The inclusion of URIs and JSON-LD–formatted data in the returned results supports the streamlined consumption of Primo data already in the form of linked data.

With this search API and URIs that return full metadata, more than two billion metadata records that reside in over a thousand institutions using Primo worldwide and in the Ex Libris Primo Central Index are now available. The Primo Central Index enables discovery of over a billion articles, e-books, and other types of content from a multitude of vendors. However, not all metadata in Primo Central is available via the URI because of vendor-imposed restrictions. The Primo URI provides access to metadata that a library has not defined as search-restricted. Similarly, Primo Central URIs give access to metadata on which vendors have not imposed copyright restrictions. All records that are defined as open access (for example, institutional repositories that universities upload to Primo Central) are available through the Primo URI, as well as vendor metadata (in keeping with institutional licensing policies).

Making Linked Data Richer

One can easily envision end-to-end support for URIs in the Alma and Primo metadata ingest and cataloging processes. The option to incorporate such URIs would then be available in discovery services and in the linked data provided by Primo.
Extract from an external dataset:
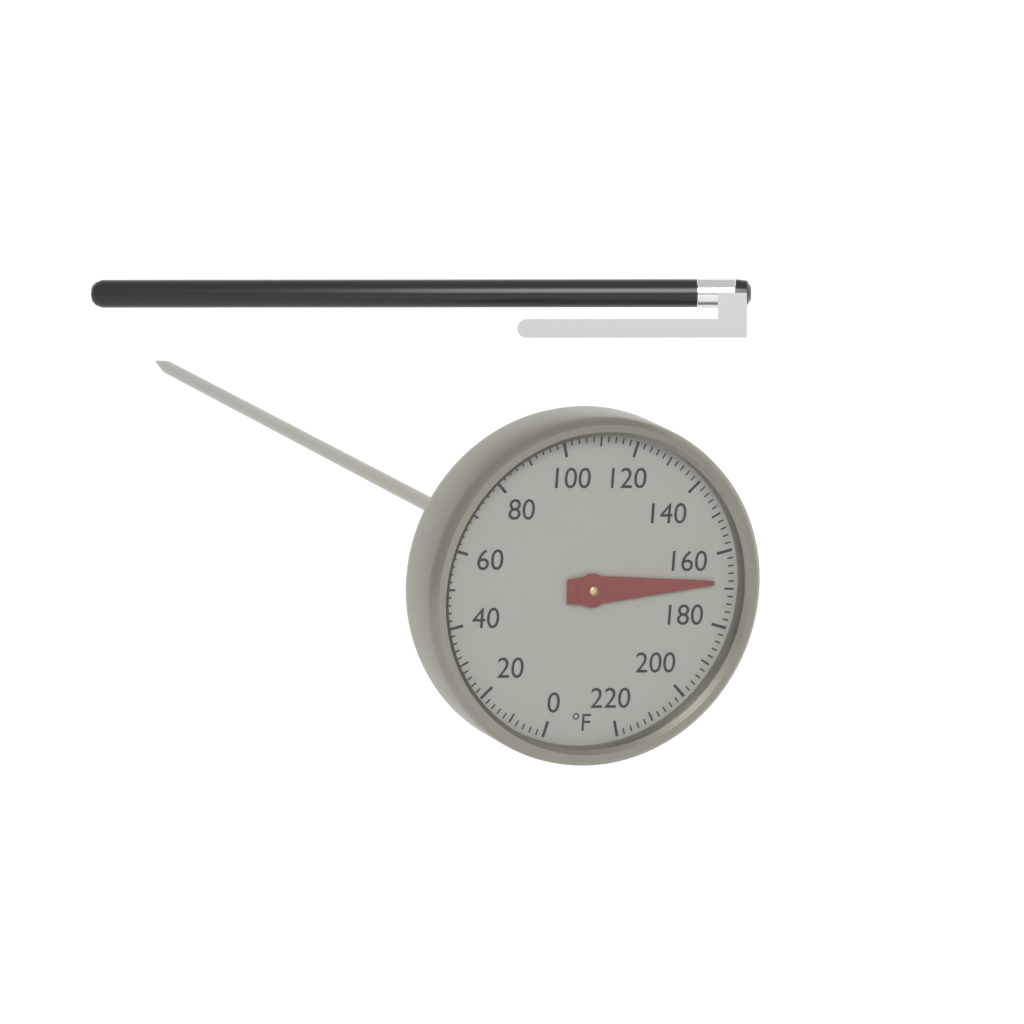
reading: 168 °F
Indeed, for authoritative URIs to achieve a high degree of accuracy, the metadata maintenance module (that is, cataloging) must take linked data into account and make persistent keys or URIs available for downstream use. As of today, URIs auto-created in $0 flow down this very path to Primo for indexing.

Ex Libris Alma and Primo SaaS deployments live in highly scalable multitenant environments. These SaaS environments proxy incoming RESTful API calls through an API gateway that serves a dual purpose. First, by providing a “Try It Now” button, the gateway enables any developer to obtain easy access to documentation and an API test harness, thereby dramatically reducing the time to first “hello world.” The second purpose of the gateway is to act as a run-time proxy so that unusual scenarios will not inadvertently lead to a denial of service. The proxy also ensures that an incoming URI will be automatically routed to the correct repository, thus facilitating the work of developers and keeping persistent URIs persistent despite the operational needs of live systems.

Conclusions

The world is just beginning to generate and use linked data. Leveraging library discovery systems to help advance the growth of linked data seems to be the more pragmatic solution. In one fell swoop, Ex Libris is making library data available as linked data from Alma and Primo, with a consistent JSON-LD context; in Alma all MARC data can soon be published as BIBFRAME and accessed using URIs. Furthermore, because the products are SaaS and have frequent update cycles, all users of Alma and Primo SaaS linked data will benefit immediately as the linked support deepens.